Why the blogs will be saying of Bart Hansen
he's one smart kid.

Darkly handsome. Charismatic, generous—party-loving.

Every teacher Bart had ever had, every relative of his, ­neighbor —friend of the Hansen family—assured the worried parents your son is a smart kid if he'd only just
apply himself.

K through twelfth grade at Rensselaer Day School, more or less that was the consensus—
Bart Hansen is a smart kid if only he'd apply himself.

He'd been a promising athlete. Middle school, upper school—football, basketball, swimming, track. Each fall he'd start off OK but then something would fuck him up—one season it was bronchitis, one season a sprained ankle, poor grades, academic probation, he'd get discouraged and smoke too much dope with his non-athlete friends so the coach had no choice but to drop him from the team.

His parents nagging him
When will you take responsibility for your life Bart—you are not a child any longer!

His problem was, he'd been born the wrong color. If he'd been dark-skinned, some kind of slant-eyed Asian. Better yet, some kind of Native American. He'd be treated with respect not the way he was, treated like shit by his own parents. He could be
himself
and
himself
would be plenty.

He made a terrific first impression. Everybody said so.

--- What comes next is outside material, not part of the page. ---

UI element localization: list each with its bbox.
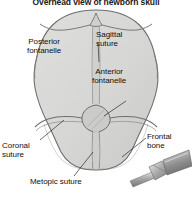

Girls liked him—a lot. Then, if he was drinking, or high, or telling funny stories like the guys encouraged him, they'd kind of edge away and wouldn't want to see him a second time. That was the problem.

Every Delt-Sig party had been a fuck-up. Except freshman year a few times, the girls had been so young and naive and grateful for a guy to notice them, that'd been great. But then, things got fucked-up at homecoming, sophomore year. He never did figure out what the fuck had happened, he'd been too wasted.

Bart Hansen hadn't been the only guy this “Kima Klausen” had identified to the dean. The way his parents ranted about it, you'd have thought he
was.

Since the age of nine he'd suffered panic attacks. He'd looked like a healthy—husky—kid but the medical fact is, he's susceptible to “wild swings of mood”—this would be Deekman's defense.

Upper-middle-class suburban parents instilled in their adolescent son a continuous state of nerves, anxiety, a feeling of being
not good enough.
Like so many other young people today in the United States he'd had to resort to self-medication for survival.

Self-medicating
—just pot at first, in middle school, then stronger drugs, lots of drugs. And alcohol.